Editor - I read Zain Kapasis letter on dressing appropriately with great interest.1 Although I agree that what he wears makes no difference to how he treats a patient, it does make a difference to the way patients perceive him.

The first issue is about white coats, which are worn by both doctors and doctors to be. The recognition, symbolism, and formalism of a white coat improves communication and facilitates the doctor-patient relationship.2 Also, people in white coats seem more hygienic, professional, scientific, competent, knowledgeable, and approachable. The wearing of white coats is, however, in decline, and the only two major groups still wearing them are consultants and students.

White coats are important for recognition by colleagues and patients, for the pockets, and to keep clothes clean. In paediatrics and psychiatry, the converse is true, as children and patients regard formally dressed doctors as competent but not friendly and prefer casual clothes.

The second issue is about different dressing rules applying to men and women. Although women have a wider variety of choice, what they wear has to be practical. Recently, I went shopping for a suit to wear for my clinical finals, and I realised the dilemma. Storage space and pockets do matter, when you have to carry a minimum of, for example, a stethoscope, pens, a torch, a red hatpin, and a tape measure for the finals; men are at an obvious advantage.

Both female and male students have problems in choice, albeit in different ways, but what they wear should be practical, presentable, and professional—with or without the white coat.
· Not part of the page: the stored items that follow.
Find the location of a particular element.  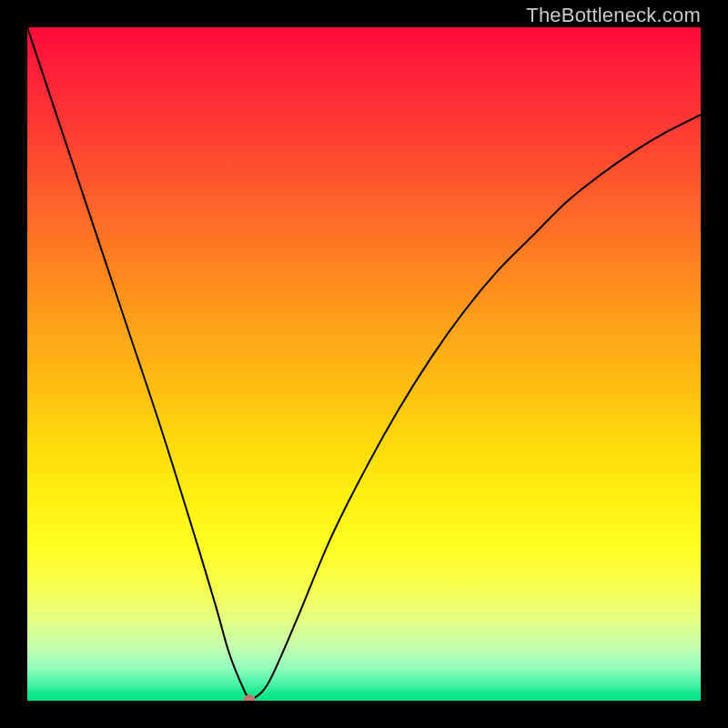

optimum-marker is located at coordinates (249, 697). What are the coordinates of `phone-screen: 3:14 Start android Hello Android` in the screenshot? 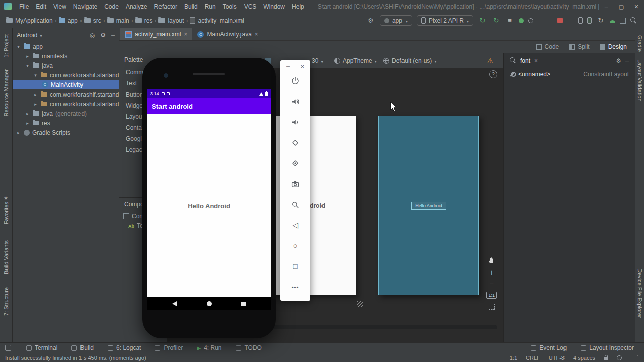 It's located at (209, 200).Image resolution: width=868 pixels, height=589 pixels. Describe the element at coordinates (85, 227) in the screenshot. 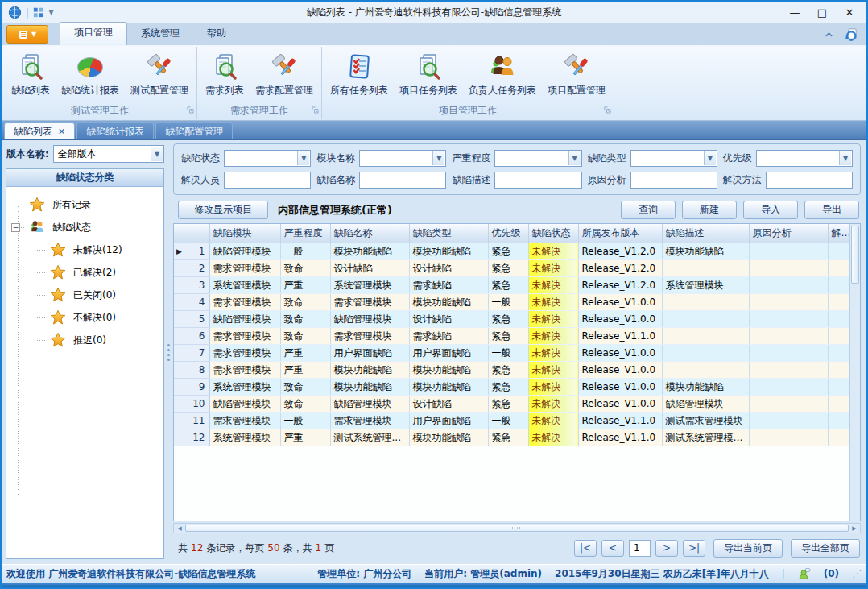

I see `tree-item-defect-status: − 缺陷状态` at that location.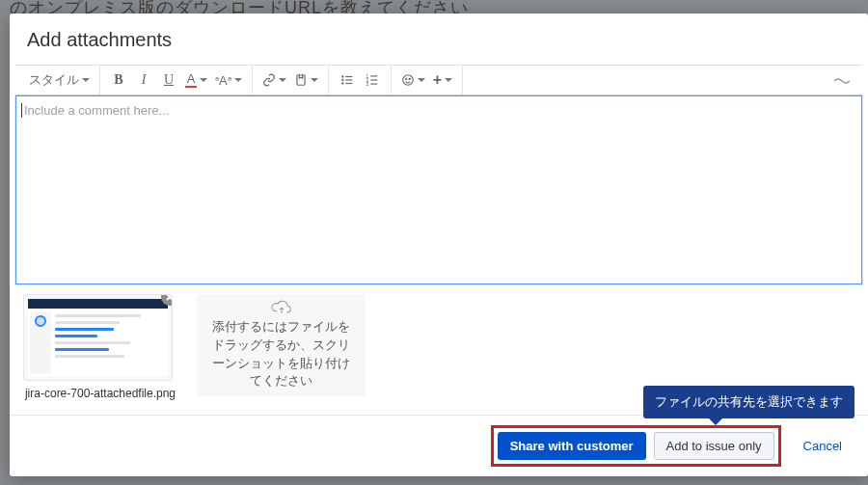 Image resolution: width=868 pixels, height=485 pixels. Describe the element at coordinates (21, 110) in the screenshot. I see `text-cursor` at that location. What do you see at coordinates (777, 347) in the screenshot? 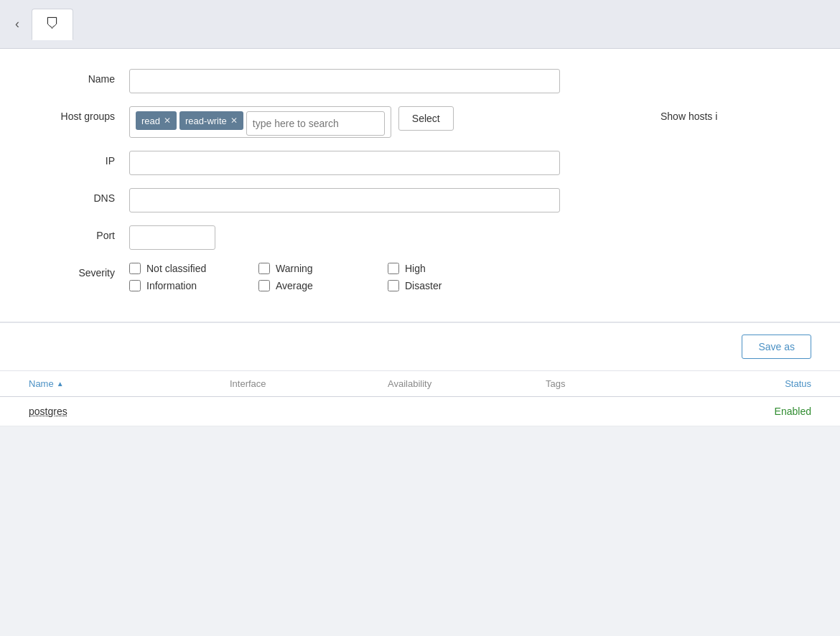
I see `save-as-button: Save as` at bounding box center [777, 347].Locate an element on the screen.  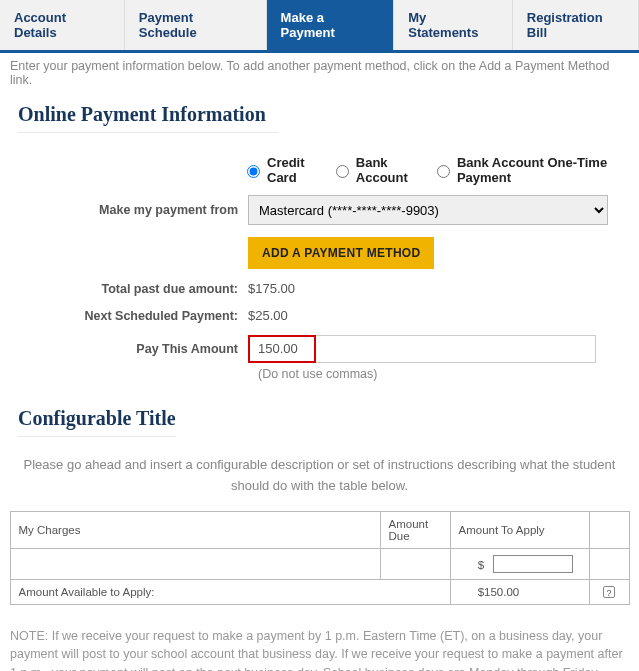
value-amount-available: $150.00 is located at coordinates (520, 592).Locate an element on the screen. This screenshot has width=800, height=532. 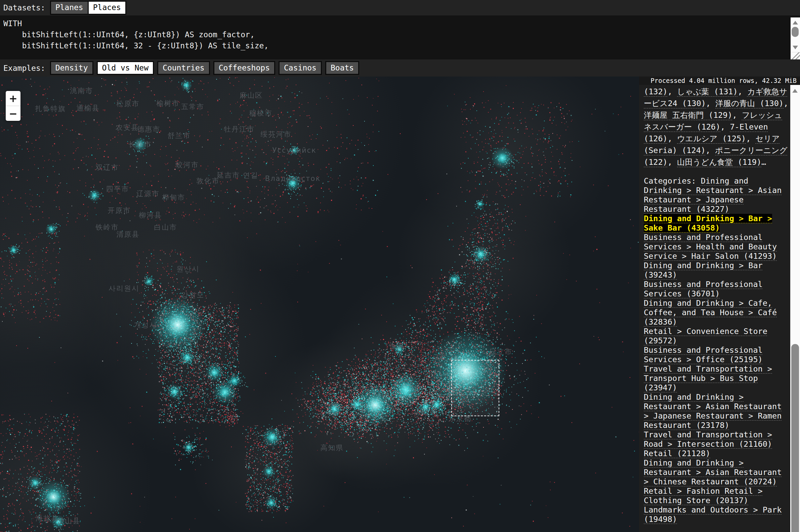
map-city-label: 사리원시 is located at coordinates (124, 288).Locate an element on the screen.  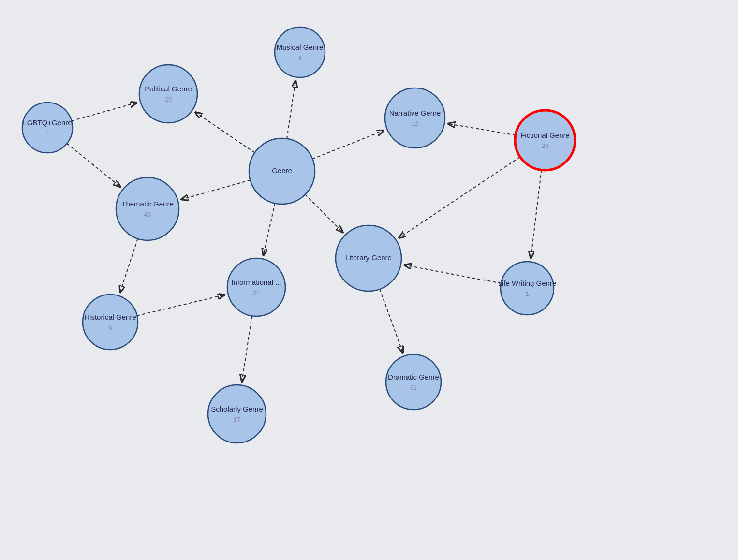
node-label-genre: Genre is located at coordinates (282, 170).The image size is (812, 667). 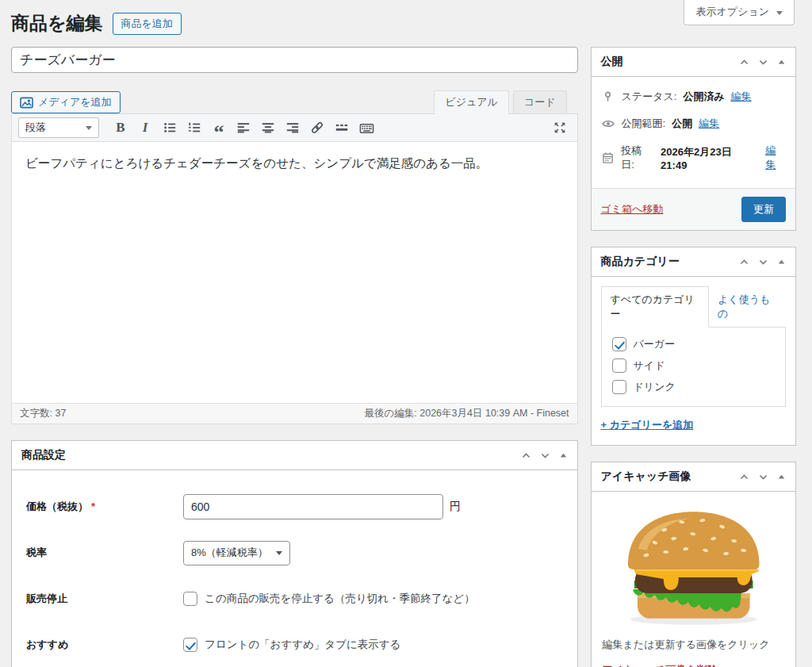 What do you see at coordinates (471, 102) in the screenshot?
I see `tab-visual: ビジュアル` at bounding box center [471, 102].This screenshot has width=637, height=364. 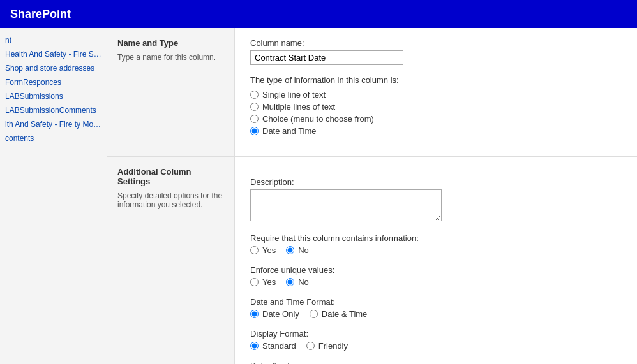 I want to click on type-option-0: Single line of text, so click(x=436, y=94).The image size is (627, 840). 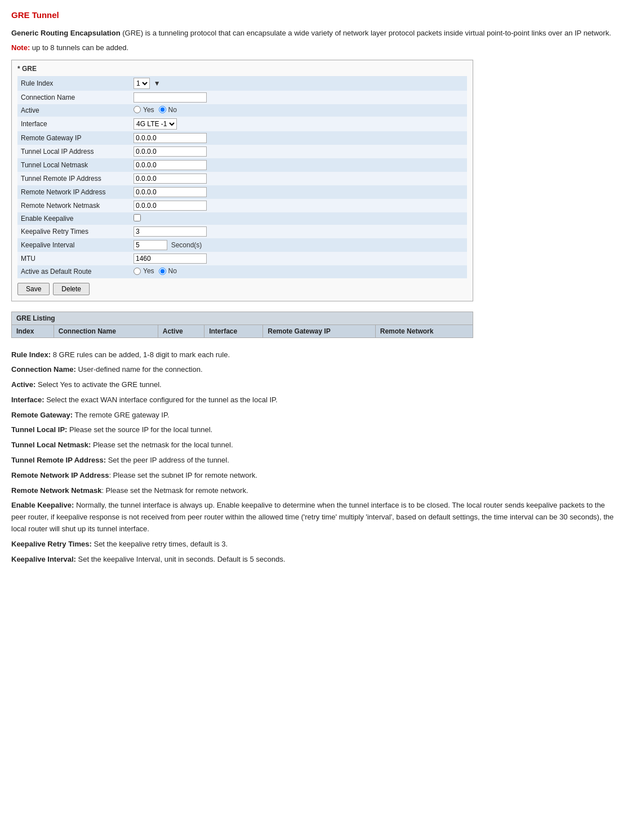 I want to click on active-no-label: No, so click(x=168, y=110).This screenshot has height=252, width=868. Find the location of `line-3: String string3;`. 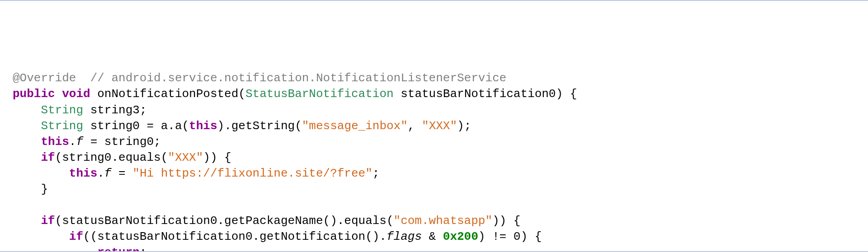

line-3: String string3; is located at coordinates (80, 110).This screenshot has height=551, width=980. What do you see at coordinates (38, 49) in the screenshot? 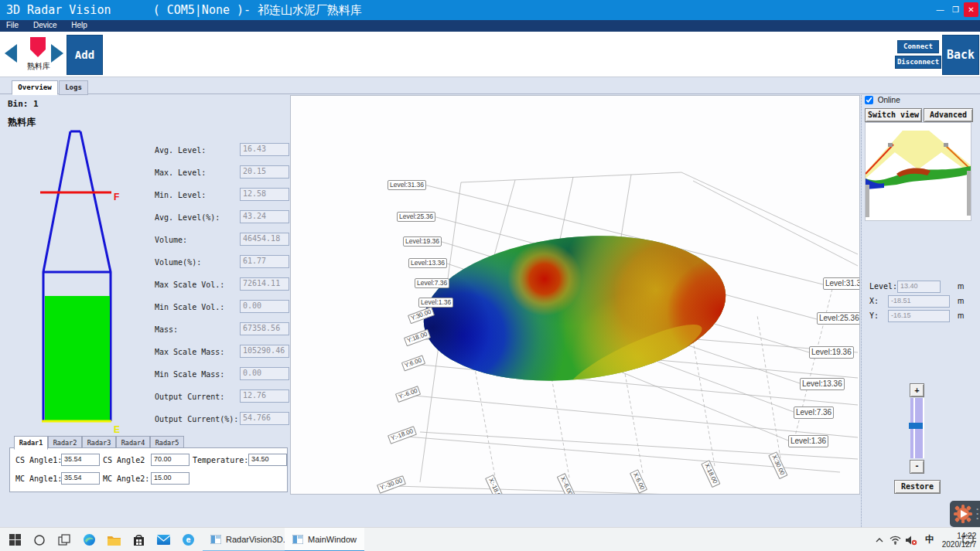
I see `bin-pin-icon` at bounding box center [38, 49].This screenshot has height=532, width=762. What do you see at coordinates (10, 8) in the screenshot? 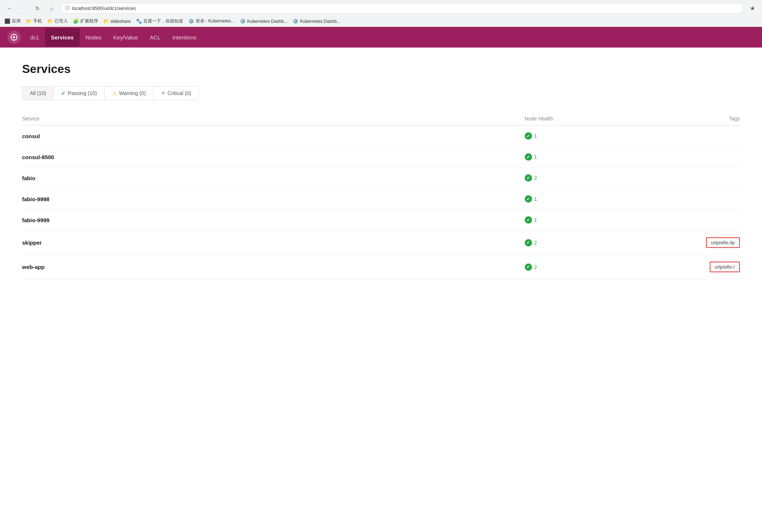
I see `back-button: ←` at bounding box center [10, 8].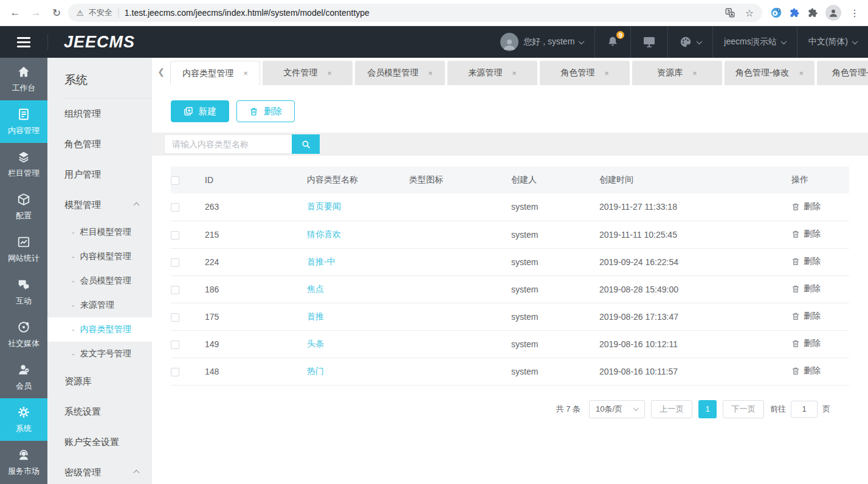 Image resolution: width=868 pixels, height=484 pixels. I want to click on cell-created-time: 2019-08-16 10:12:11, so click(695, 344).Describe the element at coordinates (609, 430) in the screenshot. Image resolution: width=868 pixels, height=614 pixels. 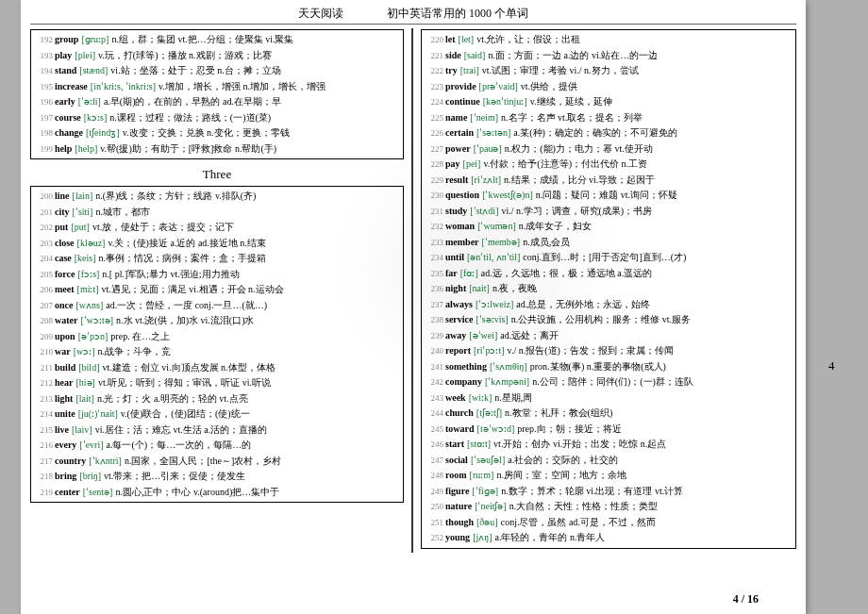
I see `word-row: 245toward[təˈwɔːd]prep.向；朝；接近；将近` at that location.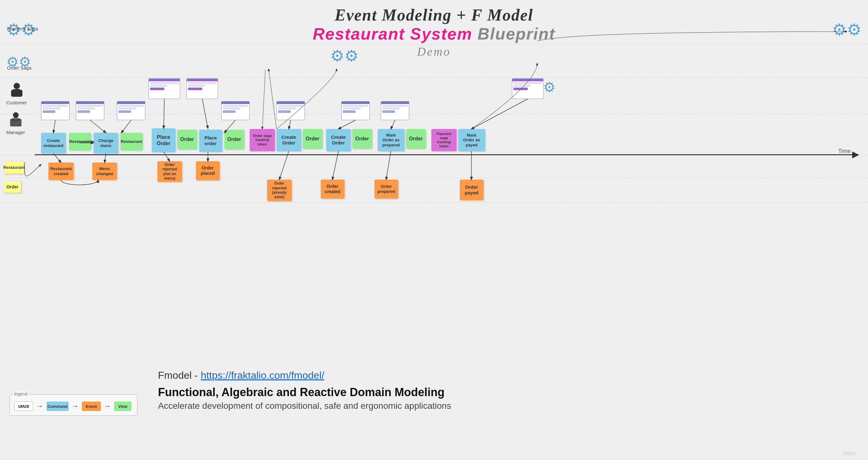  Describe the element at coordinates (208, 171) in the screenshot. I see `card-order-placed: Order placed` at that location.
Nandita Parmar, final year medical student, St Georges Hospital Medical School, London
Email: sgms617@sghms.ac.uk


studentBMJ 2002;10:215-258 July ISSN 0966-6494

  1. Kapasi Z. Different rules for dressing appropriately. studentBMJ 2002;10:164. http://studentbmj.com/back_issues/0502/letters/164.htm (May.)
  2. McKinstry B, Wang JX. Putting on the style: what patients think of the way their doctor dresses. Br J Gen Pract 1991;41:270, 275-8.